There is a tendency in British cinema to treat the past as a museum exhibit—polite, dusted, and kept behind velvet ropes. But Emily Brontë’s prose was never polite. It was a bruise. It was the sound of wind tearing through a house that cannot hold it.
Emerald Fennell understands this.
As we approach the release of her adaptation of Wuthering Heights, the director has offered a glimpse into her psychological approach to the material, not through a trailer, but through text. In a new foreword for the Female Filmmakers Collection reissue of the novel (arriving February 3, 2026), Fennell describes her relationship with the book not as an appreciation, but as a trauma.
“It is too slippery, too wild, too good to distill into two hours of film,” she writes. “Instead, what I have attempted to do is adapt my own experience of reading it for the first time. It is an adaptation of a feeling: my first disemboweling by the baby god.”
Disemboweled by the baby god. It is a violent, almost sacrificial image. It suggests that for Fennell, this film is not an act of preservation, but an act of surrender.

The Masochism of Adaptation
Cinema often struggles with the internal violence of literature.

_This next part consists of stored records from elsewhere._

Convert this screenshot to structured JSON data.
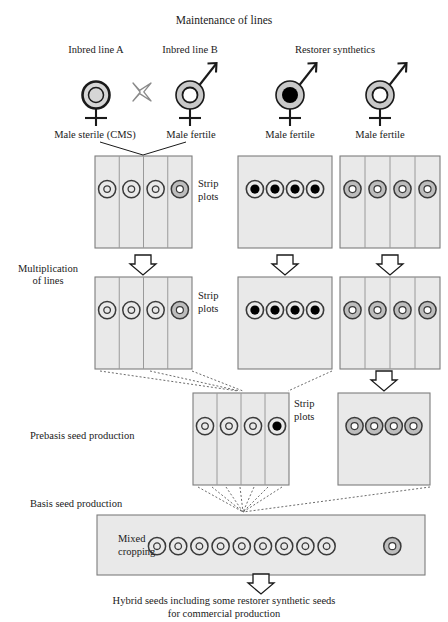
{
  "title": "Maintenance of lines",
  "stage_labels": {
    "multiplication": "Multiplication\nof lines",
    "multiplication_line1": "Multiplication",
    "multiplication_line2": "of lines",
    "prebasis": "Prebasis seed production",
    "basis": "Basis seed production",
    "mixed_line1": "Mixed",
    "mixed_line2": "cropping"
  },
  "strip_label_line1": "Strip",
  "strip_label_line2": "plots",
  "footer": {
    "line1": "Hybrid seeds including some restorer synthetic seeds",
    "line2": "for commercial production"
  },
  "parents": [
    {
      "id": "inbred-a",
      "header": "Inbred line A",
      "caption": "Male sterile (CMS)",
      "symbol": "cms",
      "male": false,
      "female": true,
      "cx": 96,
      "cy": 95
    },
    {
      "id": "inbred-b",
      "header": "Inbred line B",
      "caption": "Male fertile",
      "symbol": "fertile",
      "male": true,
      "female": true,
      "cx": 190,
      "cy": 95
    },
    {
      "id": "restorer-1",
      "header": "Restorer synthetics",
      "caption": "Male fertile",
      "symbol": "restorer-black",
      "male": true,
      "female": true,
      "cx": 290,
      "cy": 95
    },
    {
      "id": "restorer-2",
      "header": "",
      "caption": "Male fertile",
      "symbol": "fertile",
      "male": true,
      "female": true,
      "cx": 380,
      "cy": 95
    }
  ],
  "cross_symbol": {
    "name": "cross-x",
    "cx": 142,
    "cy": 92
  },
  "plots": [
    {
      "id": "plot-a-mult1",
      "x": 95,
      "y": 156,
      "w": 97,
      "h": 92,
      "columns": 4,
      "striped": true,
      "circles": [
        "fertile-outline",
        "fertile-outline",
        "fertile-outline",
        "restorer-ring"
      ],
      "strip_label": true,
      "strip_label_x": 198,
      "strip_label_y": 178
    },
    {
      "id": "plot-r1-mult1",
      "x": 238,
      "y": 156,
      "w": 94,
      "h": 92,
      "columns": 1,
      "striped": false,
      "circles": [
        "restorer-black",
        "restorer-black",
        "restorer-black",
        "restorer-black"
      ],
      "strip_label": false
    },
    {
      "id": "plot-r2-mult1",
      "x": 340,
      "y": 156,
      "w": 100,
      "h": 92,
      "columns": 4,
      "striped": true,
      "circles": [
        "restorer-ring",
        "restorer-ring",
        "restorer-ring",
        "restorer-ring"
      ],
      "strip_label": false
    },
    {
      "id": "plot-a-mult2",
      "x": 95,
      "y": 277,
      "w": 97,
      "h": 92,
      "columns": 4,
      "striped": true,
      "circles": [
        "fertile-outline",
        "fertile-outline",
        "fertile-outline",
        "restorer-ring"
      ],
      "strip_label": true,
      "strip_label_x": 198,
      "strip_label_y": 290
    },
    {
      "id": "plot-r1-mult2",
      "x": 238,
      "y": 277,
      "w": 94,
      "h": 92,
      "columns": 1,
      "striped": false,
      "circles": [
        "restorer-black",
        "restorer-black",
        "restorer-black",
        "restorer-black"
      ],
      "strip_label": false
    },
    {
      "id": "plot-r2-mult2",
      "x": 340,
      "y": 277,
      "w": 100,
      "h": 92,
      "columns": 4,
      "striped": true,
      "circles": [
        "restorer-ring",
        "restorer-ring",
        "restorer-ring",
        "restorer-ring"
      ],
      "strip_label": false
    },
    {
      "id": "plot-prebasis",
      "x": 193,
      "y": 393,
      "w": 96,
      "h": 92,
      "columns": 4,
      "striped": true,
      "circles": [
        "fertile-outline",
        "fertile-outline",
        "fertile-outline",
        "restorer-black"
      ],
      "strip_label": true,
      "strip_label_x": 294,
      "strip_label_y": 398
    },
    {
      "id": "plot-r-prebasis",
      "x": 338,
      "y": 393,
      "w": 92,
      "h": 92,
      "columns": 1,
      "striped": false,
      "circles": [
        "restorer-ring",
        "restorer-ring",
        "restorer-ring",
        "restorer-ring"
      ],
      "strip_label": false
    }
  ],
  "basis_plot": {
    "id": "plot-basis",
    "x": 97,
    "y": 515,
    "w": 328,
    "h": 60,
    "group_count": 9,
    "separated_count": 1,
    "group_symbol": "fertile-outline",
    "separated_symbol": "restorer-ring"
  },
  "arrows": [
    {
      "id": "arrow-mult-a",
      "cx": 143,
      "cy": 264
    },
    {
      "id": "arrow-mult-r1",
      "cx": 285,
      "cy": 264
    },
    {
      "id": "arrow-mult-r2",
      "cx": 390,
      "cy": 264
    },
    {
      "id": "arrow-prebasis-r",
      "cx": 384,
      "cy": 380
    },
    {
      "id": "arrow-final",
      "cx": 261,
      "cy": 583
    }
  ],
  "colors": {
    "plot_fill": "#e9e9e9",
    "plot_border": "#7d7d7d",
    "divider": "#9a9a9a",
    "symbol_ring_dark": "#1a1a1a",
    "symbol_ring_grey": "#c9c9c9",
    "symbol_core_grey": "#d4d4d4",
    "symbol_core_black": "#000000",
    "text": "#1a1a1a"
  }
}
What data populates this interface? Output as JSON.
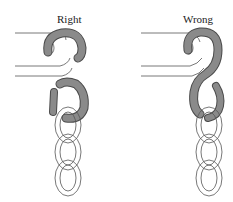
{
  "figure": {
    "panels": [
      {
        "id": "right",
        "title": "Right"
      },
      {
        "id": "wrong",
        "title": "Wrong"
      }
    ],
    "colors": {
      "shackle": "#8a8a8a",
      "shackle_outline": "#4a4a4a",
      "chain_outline": "#555555",
      "strap_outline": "#555555",
      "background": "#ffffff"
    }
  }
}
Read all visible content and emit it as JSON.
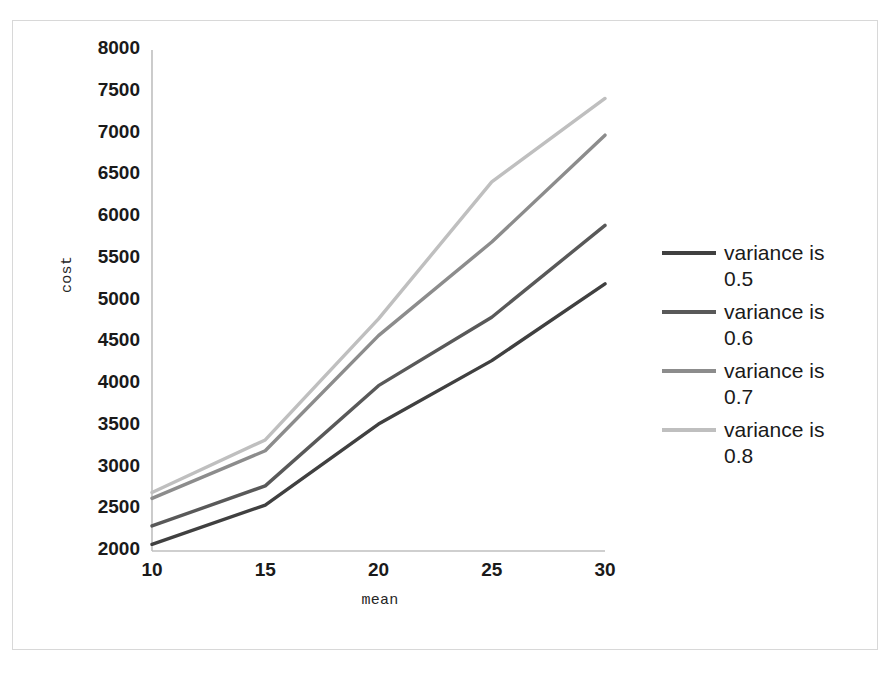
{
  "chart_data": {
    "type": "line",
    "title": "",
    "xlabel": "mean",
    "ylabel": "cost",
    "x": [
      10,
      15,
      20,
      25,
      30
    ],
    "xtick_labels": [
      "10",
      "15",
      "20",
      "25",
      "30"
    ],
    "ytick_labels": [
      "2000",
      "2500",
      "3000",
      "3500",
      "4000",
      "4500",
      "5000",
      "5500",
      "6000",
      "6500",
      "7000",
      "7500",
      "8000"
    ],
    "ylim": [
      2000,
      8000
    ],
    "xlim": [
      10,
      30
    ],
    "ytick_step": 500,
    "grid": false,
    "legend_position": "right",
    "series": [
      {
        "name": "variance is 0.5",
        "color": "#404040",
        "values": [
          2080,
          2550,
          3520,
          4280,
          5200
        ]
      },
      {
        "name": "variance is 0.6",
        "color": "#595959",
        "values": [
          2300,
          2780,
          3980,
          4800,
          5900
        ]
      },
      {
        "name": "variance is 0.7",
        "color": "#8c8c8c",
        "values": [
          2630,
          3200,
          4580,
          5700,
          6980
        ]
      },
      {
        "name": "variance is 0.8",
        "color": "#bfbfbf",
        "values": [
          2700,
          3330,
          4780,
          6420,
          7420
        ]
      }
    ]
  },
  "legend": {
    "items": [
      {
        "label": "variance is 0.5",
        "color": "#404040"
      },
      {
        "label": "variance is 0.6",
        "color": "#595959"
      },
      {
        "label": "variance is 0.7",
        "color": "#8c8c8c"
      },
      {
        "label": "variance is 0.8",
        "color": "#bfbfbf"
      }
    ]
  },
  "axes": {
    "x_title": "mean",
    "y_title": "cost",
    "axis_color": "#bfbfbf"
  }
}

How do you film a feeling? Specifically, how do you film the feeling of being possessed by a love that destroys you?
Fennell’s comments, initially reported by The Hollywood Reporter, align with a sentiment she expressed earlier to The Guardian, where she categorized the adaptation process as “a kind of masochistic exercise.” She noted, “There’s a reason people were deeply shocked by it… It’s primal, sexual.”
This is the mise-en-scène of the wound.
By admitting that the book “can’t love me back,” Fennell touches on the inherent tragedy of the adapter. We try to resurrect the dead—in this case, Cathy and Heathcliff—but they remain ghosts. Her film, starring Margot Robbie and Jacob Elordi, arrives in theaters on February 13, 2026, one day before Valentine’s Day. The timing feels like a dark joke, a reminder that l’amour fou is rarely about flowers; it is usually about haunting.
Robbie and Elordi are beautiful, yes, but beauty in Brontë’s world is often a warning. If Fennell stays true to her “feral” vision, we should not expect the pristine costumes of a Sunday night drama. We should expect mud, blood, and the exhaustion of souls worn thin by obsession.

A Convergence of Storms
It seems we are bracing for a total atmospheric shift in pop culture. This is not merely a film release; it is a gothic convergence.
Alongside the film and the book reissue, the musician Charli XCX has announced her own album, also titled Wuthering Heights, due February 13. With tracks like “Chains of Love” and a John Cale collaboration accompanied by a video inspired by Fennell’s film, the boundaries between mediums are dissolving.
It is a fascinating experiment in intertextuality. The novel, the film, the music—all refracting the same beam of obsessive light.
When Jacob Elordi described the film as “painfully beautiful” and promised it would “obliterate your heart,” he was likely not speaking in hyperbole. He was speaking the language of the production itself. Fennell is not asking us to watch a story. She is asking us to endure a weather system.
We often forget that cinema began as a spectacle of shadows. Fennell seems intent on dragging us back into the dark, to show us that some stories are not meant to be watched safely. They are meant to be survived.
The Architecture of the Storm: What We Know
A Violent Interiority
Fennell’s foreword explicitly rejects the “tidy” period drama, framing her adaptation as a “disemboweling”—a visceral, psychic rupture rather than a historical reenactment.
The Date is a Warning
The film releases February 13, 2026. Arriving on the eve of Valentine’s Day suggests a deliberate subversion of romantic tropes, leaning into the novel’s inherent cruelty.
A Multimedia Echo
The simultaneous release of Charli XCX’s album Wuthering Heights indicates a curated cultural moment, bridging 19th-century gothic literature with modern avant-pop.
Fidelity to Feeling, Not Text
Fennell admits the book is “too wild” to film literally. Her goal is to capture the feeling of reading it for the first time—the shock and the heat—rather than the exact beat-by-beat plot.
The Cast as Archetypes
Margot Robbie and Jacob Elordi step into roles that require more than chemistry; they require a willingness to embody the “doomed” nature of characters who exist only to consume one another.
FAQ
Why is Emerald Fennell’s take on ‘Wuthering Heights’ considered controversial?
Fennell has described the book as an act of “sado-masochism” and her adaptation as a “disemboweling.” This suggests a departure from traditional, romanticized versions of the story in favor of something darker, more sexual, and psychologically violent.
When is the new ‘Wuthering Heights’ movie being released?
The film is scheduled to hit theaters on February 13, 2026.
Is Charli XCX’s album the soundtrack for the movie?
While Charli XCX’s album is titled Wuthering Heights and releases on the same day (February 13, 2026) with videos inspired by the film, it is described as an original album rather than a traditional orchestral soundtrack.
Who stars as Heathcliff and Cathy?
Jacob Elordi will play Heathcliff, and Margot Robbie will play Catherine Earnshaw.